Political activism, once the protest wing of old pillarized social movements and the core business of new social movements and individual active citizenship from the 1960s onwards, has lost its lustre in recent decades. It is perceived as ineffective and dismissed as being negative rather than constructive. Political activism is still in the toolbox of advocacy NGOs and it might still happen inci-dentally to express public indignation, for instance in (copies of) the ‘Occupy’ activities a few years ago or in local protests against refugee centres. It is highly ritual, or mainly a rapid outlet for anger, but as far as I can see is not part of any new social and political movements. Instead there seems to be a shift towards more activism on the market, be it as producers (social entrepreneurs), con-sumers (boycotting, buycotting), or combinations of both roles (prosumers, energy cooperatives). On the other hand, there might be more citizens’ initiatives and neighbour-hood activities to take care of local communities, more or less fitting into a do-democratic policy frame. In any event, the upper left quadrant of the scheme (Fig.1) developed by Evers and Von Essen in the Introduction to this special issue is not the place where I would expect to see many active volunteering Dutch citizens in the near future. I might be wrong, because the internal tensions of politics avoiding engagement could lead to a re-politicization of do-democratic involvement in neighbourhoods and in providing local facilities. This is the politicization from below scenario about which Evers and Von Essen specu-late. But I might also be wrong because of another possi-bility, namely mobilization and politicization from above on global issues falling outside the do-democratic domain. That might equally well involve ‘right-wing’ issues about immigration and national interests, as ‘left-wing’ issues concerned with economic inequality and sustainability transitions. The upper left quadrant of Evers and Von Essen’s figure might then be filled with followers of political entrepreneurs and media visionaries, entirely separate from the active citizens at the bottom right.
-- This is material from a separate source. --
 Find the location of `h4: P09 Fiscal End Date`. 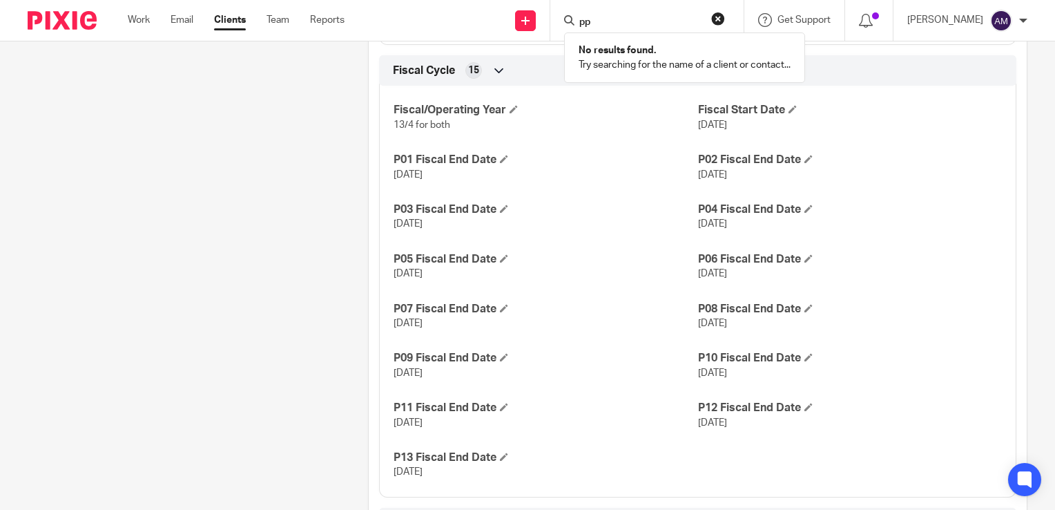

h4: P09 Fiscal End Date is located at coordinates (546, 358).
Compliance with ethical standards

Conflict of interest The author declares that he sees no conflict of interest.

Open Access This article is distributed under the terms of the Creative Commons Attribution 4.0 International License (http://crea tivecommons.org/licenses/by/4.0/), which permits unrestricted use, distribution, and reproduction in any medium, provided you give appropriate credit to the original author(s) and the source, provide a link to the Creative Commons license, and indicate if changes were made.